‘Had I completed chartered accountancy, I would have earned three times more,’ says V Ravindran, 56, an agriculturist from Tiruvarur in Tamil Nadu, but ‘this amount of satisfaction i would not get anywhere. It cannot be measured.’
With 60 acres of irrigated land, Ravindran belongs to a very small category of large farmers with holdings of 25-50 acres and above. According to the 2010-11 agricultural census, there were 17,371 large holdings in Tamil Nadu covering 0.21 percent of the farming area. A student of maths, Ravindran attempted chartered accountancy, and cleared the first stage, but could not proceed beyond because of a family tragedy.
Ravidran has been growing cotton since 1986. For a decade, he planted open pollen varieties. In 1995, he found hybrid cotton of Mahyco (Maharashtra Hybrid Seeds) more profitable and opted for it. But he held back from genetically-engineering Bt cotton for which the company’s joint venture with Monsanto, a US company, had won commercial approval in India in 2002. ‘I was told that Bt would rob the soil of its fertility. I was carried away by the myths,’ he says.
The campaign by environmental activists and enthusiasts of pristine agriculture in newspapers and news television was reinforced at the local level by fertilizer and pesticide dealers who also double up as seed sellers. Fearing that Bt cotton would hurt their business they bad mouthed it.
Participation in a conference organized by the South India Cotton Association (Indian Cotton Federation now) in Coimbatore was a turning point for Ravindran. One of the sessions at the conference was on Bt cotton. Ravindran was all vehemence. ‘After listening to a scientist I bombarded her with questions saying why only Bt hybrids and not varieties (whose seeds can be reused).’
On the way back, he picked up two packets of Bt cotton seed of 450 grams priced at Rs 1,650 each (now Rs 950) at Kumbakonam. The dealer also gave him non-Bt refuge seeds which are supposed to be sown alongside so that insects that feed on that crop remain susceptible to Bt technology. Ravindran does not recall taking the safety precaution. Chances are like most Indian farmers he did not, which is one reason why the pink bollworm developed resistance to the Bt hybrid which Monsanto had started with (Bollgard I) necessitating the introduction of a second-generation hybrid with two different Bt proteins. But that is an aside.
The Bt gene does not raise output directly. It does so by preventing boll shedding. The pink bollworm bores into tender shoots. Since he did not know when the eggs would hatch, and the worm had developed resistance to various toxins he would do ‘calendar spraying,’ that is using different insecticides on alternate days. Cost savings from fewer pesticide spays was a direct gain. ‘I was amazed by the incidental benefits,’Ravindran says. ‘Yield increase was one of them.’
Against the variety cotton yield of 8-10 quintals an acre, Ravindran got 15 quintals an acre from Bt cotton. He has 15 acres under the crop.
Ravindran does not want the government to give in to anti-GM activists. ‘GM crops can help us reach potential yield. We can tailor crops to soil,’ he says. He is keen on Bt technology that would fight the stem borer and inter-node borer in sugarcane (which he grows). By not allowing trials of indigenously developed GM crops, state governments are helping foreign companies, he asserts. Like him, they should see through the myths.
At Bangalore India Bio 2015, the fifteenth edition of the country’s biotechnology event held between 9th and 11th February 2015, Ravndran made a power point presentation about his experience with Bt cotton.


## Task to complete:
Where a line below holds the string "this", count it; then give the total without any other words.

Start of Task input

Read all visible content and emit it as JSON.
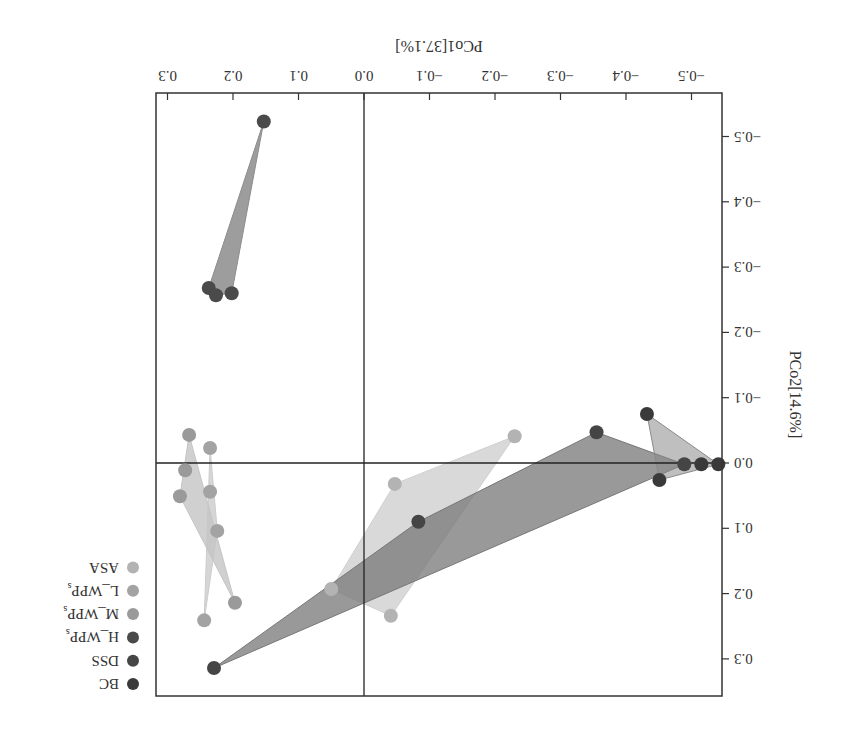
{
  "chart_data": {
    "type": "scatter",
    "title": "",
    "rotation_deg": 180,
    "xlabel": "PCo1[37.1%]",
    "ylabel": "PCo2[14.6%]",
    "xlim": [
      -0.53,
      0.32
    ],
    "ylim": [
      -0.56,
      0.36
    ],
    "xticks": [
      -0.5,
      -0.4,
      -0.3,
      -0.2,
      -0.1,
      0.0,
      0.1,
      0.2,
      0.3
    ],
    "xtick_labels": [
      "−0.5",
      "−0.4",
      "−0.3",
      "−0.2",
      "−0.1",
      "0.0",
      "0.1",
      "0.2",
      "0.3"
    ],
    "yticks": [
      -0.5,
      -0.4,
      -0.3,
      -0.2,
      -0.1,
      0.0,
      0.1,
      0.2,
      0.3
    ],
    "ytick_labels": [
      "−0.5",
      "−0.4",
      "−0.3",
      "−0.2",
      "−0.1",
      "0.0",
      "0.1",
      "0.2",
      "0.3"
    ],
    "reference_lines": {
      "x": 0.0,
      "y": 0.0
    },
    "grid": false,
    "legend_position": "right",
    "series": [
      {
        "name": "BC",
        "color": "#3a3a3a",
        "hull_color": "#8a8a8a",
        "hull_opacity": 0.55,
        "points": [
          [
            -0.432,
            -0.075
          ],
          [
            -0.515,
            0.002
          ],
          [
            -0.541,
            0.002
          ],
          [
            -0.451,
            0.026
          ]
        ]
      },
      {
        "name": "DSS",
        "color": "#454545",
        "hull_color": "#777777",
        "hull_opacity": 0.75,
        "points": [
          [
            0.229,
            0.314
          ],
          [
            -0.083,
            0.09
          ],
          [
            -0.355,
            -0.047
          ],
          [
            -0.489,
            0.002
          ]
        ]
      },
      {
        "name": "H_WPPs",
        "color": "#4a4a4a",
        "hull_color": "#8c8c8c",
        "hull_opacity": 0.85,
        "points": [
          [
            0.153,
            -0.523
          ],
          [
            0.237,
            -0.268
          ],
          [
            0.226,
            -0.257
          ],
          [
            0.202,
            -0.26
          ]
        ]
      },
      {
        "name": "M_WPPs",
        "color": "#9a9a9a",
        "hull_color": "#c4c4c4",
        "hull_opacity": 0.8,
        "points": [
          [
            0.267,
            -0.043
          ],
          [
            0.273,
            0.011
          ],
          [
            0.281,
            0.051
          ],
          [
            0.197,
            0.214
          ]
        ]
      },
      {
        "name": "L_WPPs",
        "color": "#a3a3a3",
        "hull_color": "#cccccc",
        "hull_opacity": 0.8,
        "points": [
          [
            0.235,
            -0.023
          ],
          [
            0.235,
            0.044
          ],
          [
            0.224,
            0.104
          ],
          [
            0.244,
            0.241
          ]
        ]
      },
      {
        "name": "ASA",
        "color": "#b3b3b3",
        "hull_color": "#cfcfcf",
        "hull_opacity": 0.8,
        "points": [
          [
            -0.23,
            -0.041
          ],
          [
            -0.047,
            0.032
          ],
          [
            0.05,
            0.193
          ],
          [
            -0.041,
            0.234
          ]
        ]
      }
    ]
  },
  "legend": {
    "items": [
      {
        "label": "ASA",
        "color": "#b3b3b3"
      },
      {
        "label": "L_WPPs",
        "color": "#a3a3a3"
      },
      {
        "label": "M_WPPs",
        "color": "#9a9a9a"
      },
      {
        "label": "H_WPPs",
        "color": "#4a4a4a"
      },
      {
        "label": "DSS",
        "color": "#454545"
      },
      {
        "label": "BC",
        "color": "#3a3a3a"
      }
    ]
  }
}
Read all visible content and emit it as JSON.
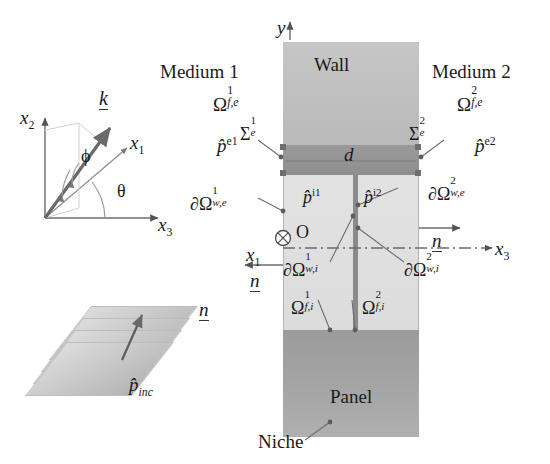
{
  "figure": {
    "type": "schematic-diagram"
  },
  "regions": {
    "wall_label": "Wall",
    "panel_label": "Panel",
    "niche_label": "Niche",
    "thickness_symbol": "d"
  },
  "media": {
    "left": {
      "name": "Medium 1",
      "domain_symbol": "Ω",
      "domain_sup": "1",
      "domain_sub": "f,e",
      "pressure": "p̂",
      "pressure_sup": "e1",
      "surface_symbol": "Σ",
      "surface_sup": "1",
      "surface_sub": "e"
    },
    "right": {
      "name": "Medium 2",
      "domain_symbol": "Ω",
      "domain_sup": "2",
      "domain_sub": "f,e",
      "pressure": "p̂",
      "pressure_sup": "e2",
      "surface_symbol": "Σ",
      "surface_sup": "2",
      "surface_sub": "e"
    }
  },
  "cavities": {
    "left": {
      "domain_symbol": "Ω",
      "domain_sup": "1",
      "domain_sub": "f,i",
      "pressure": "p̂",
      "pressure_sup": "i1",
      "boundary_ext": "∂Ω",
      "boundary_ext_sup": "1",
      "boundary_ext_sub": "w,e",
      "boundary_int": "∂Ω",
      "boundary_int_sup": "1",
      "boundary_int_sub": "w,i"
    },
    "right": {
      "domain_symbol": "Ω",
      "domain_sup": "2",
      "domain_sub": "f,i",
      "pressure": "p̂",
      "pressure_sup": "i2",
      "boundary_ext": "∂Ω",
      "boundary_ext_sup": "2",
      "boundary_ext_sub": "w,e",
      "boundary_int": "∂Ω",
      "boundary_int_sup": "2",
      "boundary_int_sub": "w,i"
    }
  },
  "axes": {
    "global_y": "y",
    "global_x3": "x",
    "global_x3_sub": "3",
    "origin_label": "O",
    "origin_axis": "x",
    "origin_axis_sub": "1"
  },
  "local_frame": {
    "x1": "x",
    "x1_sub": "1",
    "x2": "x",
    "x2_sub": "2",
    "x3": "x",
    "x3_sub": "3",
    "wavevector": "k",
    "angle_phi": "ϕ",
    "angle_theta": "θ"
  },
  "normals": {
    "left_normal": "n",
    "right_normal": "n"
  },
  "incident": {
    "pressure": "p̂",
    "pressure_sub": "inc"
  },
  "colors": {
    "wall_fill": "#c4c4c4",
    "band_fill": "#939393",
    "cavity_fill": "#e0e0e0",
    "panel_fill": "#a2a2a2",
    "divider": "#8a8a8a",
    "ink": "#1a1a1a",
    "leader": "#6e6e6e"
  }
}
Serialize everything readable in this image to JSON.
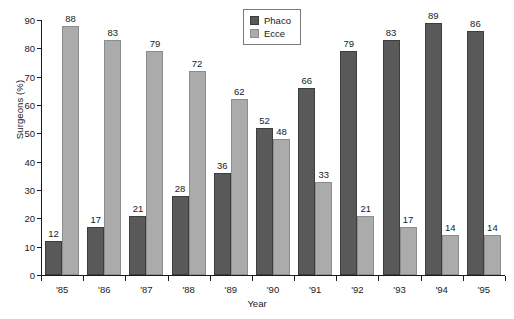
{
  "chart_data": {
    "type": "bar",
    "title": "",
    "xlabel": "Year",
    "ylabel": "Surgeons (%)",
    "ylim": [
      0,
      90
    ],
    "yticks": [
      0,
      10,
      20,
      30,
      40,
      50,
      60,
      70,
      80,
      90
    ],
    "grid": false,
    "legend_position": "top-center",
    "categories": [
      "'85",
      "'86",
      "'87",
      "'88",
      "'89",
      "'90",
      "'91",
      "'92",
      "'93",
      "'94",
      "'95"
    ],
    "series": [
      {
        "name": "Phaco",
        "color": "#595959",
        "values": [
          12,
          17,
          21,
          28,
          36,
          52,
          66,
          79,
          83,
          89,
          86
        ]
      },
      {
        "name": "Ecce",
        "color": "#ababab",
        "values": [
          88,
          83,
          79,
          72,
          62,
          48,
          33,
          21,
          17,
          14,
          14
        ]
      }
    ]
  }
}
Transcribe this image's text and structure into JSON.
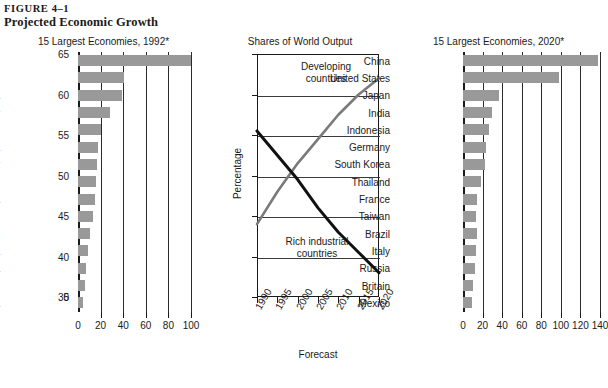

End of Task input

## Task result:
2